The apartment was five flights up. The numbering of the floors

was European. The ground floor was not the first floor, it had

no number. The first floor was up a steep flight of stairs. The

fifth floor was at the top of a huge climb, a mountain of stone

steps, a hiker’s climb up. It was not too far from God. Each

day an old, old, heavy Ukrainian woman, bent, covered in

heavy layers of black skirts and black shawls, black scarf tied

tight around her head hiding her hair except for white wisps,

washed the stairs, bottom to top, then cleaned, the banisters,

top to bottom. She had her bucket and a great mop of stringy

ropelike mess, and a pile of rags: stoop-shouldered she washed

and rinsed, washed and rinsed, dusted and polished. There

was no smell of urine. In each hall there were three toilets, one

for each apartment on the floor. The toilet was set in concrete.

The cubicle was tiny. It didn’t lock from the outside, but

there was a hook on the inside. Each tenant cleaned their

own.

The apartment was newly painted, a bright Mediterranean

pink, fresh, garish, powdery. You walked in right to the kitchen, there was no subtle introduction, it was splintered, painted wood floors, no distinct color, a radiator, a grotesque,

mammoth old refrigerator with almost no actual space inside, a

tiny stove, and a bathtub. There was a window that opened

onto a sliver of an airshaft. There was a room on either side of

the kitchen. To the left, on the street, above the teeming blue

soldiers and desperate fire trucks, there was a living room,

small but not tiny. It had a cockroach-ridden desk, one straight-

backed wooden chair, and I bought a $12 piece of foam

rubber to sleep on, cut to be a single mattress. I bought a

bright red rug with a huge flower on it from Woolworth’s, and

laid it down like it was gold. Under it was old linoleum,

creased, chunky, bloating. There were two windows, one

opening onto the fire escape, I couldn’t afford a gate and so it

had to stay closed, and the other I risked opening. I found a

small, beautiful bookcase, wood with some gracious curves as

ornament, and in it I put like a pledge the few books I had

carried across the ocean as talismans. The room to the right of

the kitchen, covered in the same cracked linoleum, was like a

small closet. The window opened on the airshaft, no air, just a

triangular space near a closed triangle of concrete wall. The

120

room was stagnant, the linoleum ghastly with old dirt ground

into the cracks. The room was smothering and wretched. The

walls sweated. I didn’t go into it.

The toilet in the hall was outside the locks on the apartment

door, outside the huge steel police lock, a steel pole that shored

up the door in case of a ramming attack, outside the cylinder

locks, outside the chain lock. I carried a knife back and forth

and I slept with a knife under my pillow.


REQUIREMENT >> Everything from the line containing "What do you" to the end of the listing, both included, should be returned exactly, apart from the pictures.

─── DATA SUPPLIED

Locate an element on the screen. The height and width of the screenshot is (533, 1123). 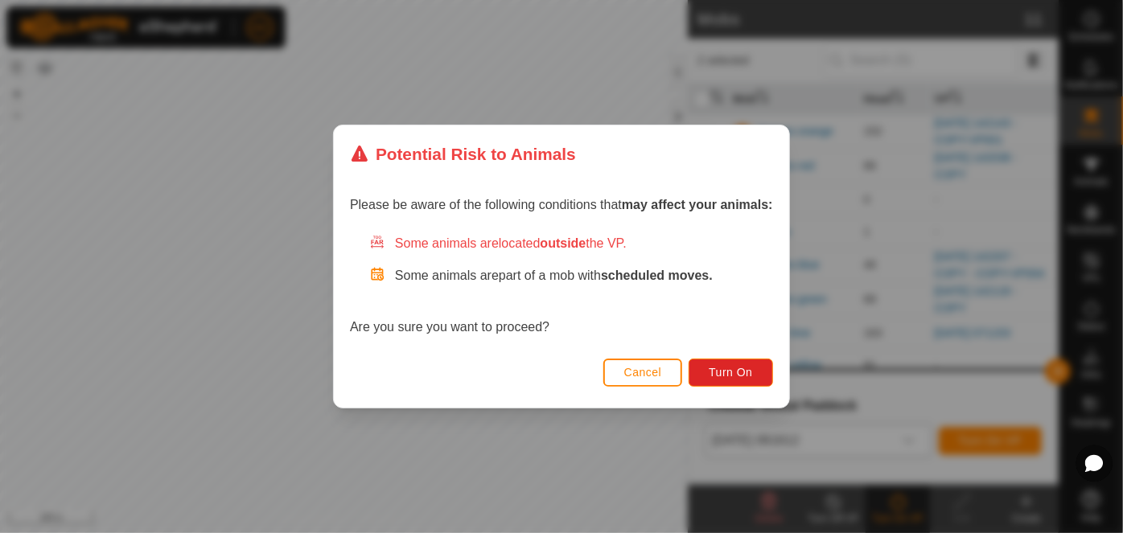
span: located the VP. is located at coordinates (562, 243).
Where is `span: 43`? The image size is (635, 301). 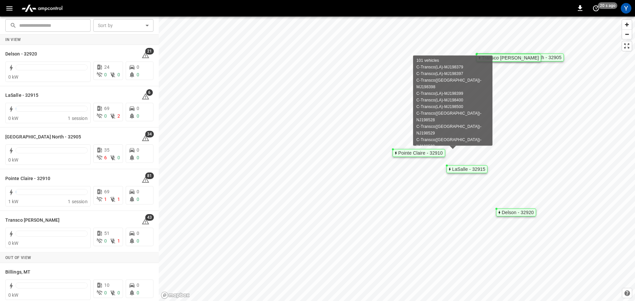 span: 43 is located at coordinates (149, 218).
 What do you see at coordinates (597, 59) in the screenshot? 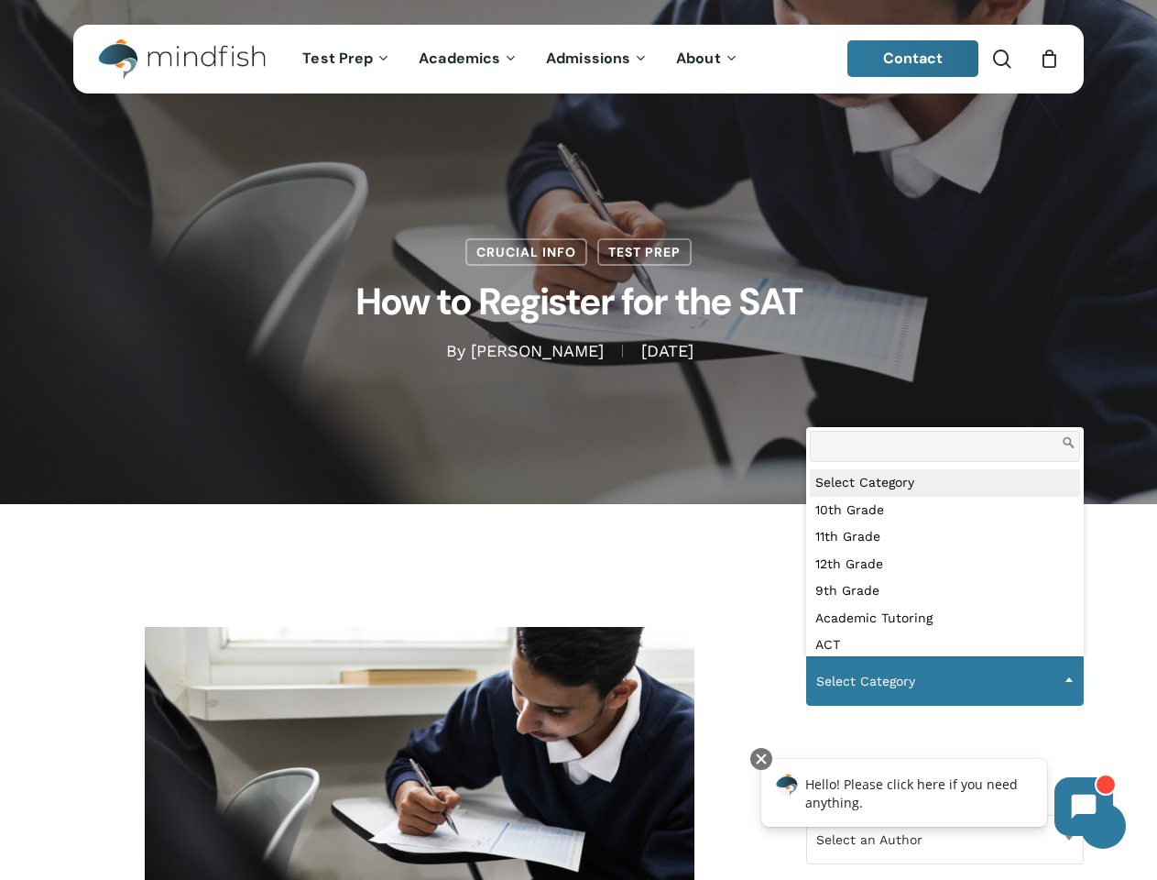
I see `a: Admissions` at bounding box center [597, 59].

──────

ANSWER FOR THE TASK >>
 What do you see at coordinates (597, 59) in the screenshot? 
I see `a: Admissions` at bounding box center [597, 59].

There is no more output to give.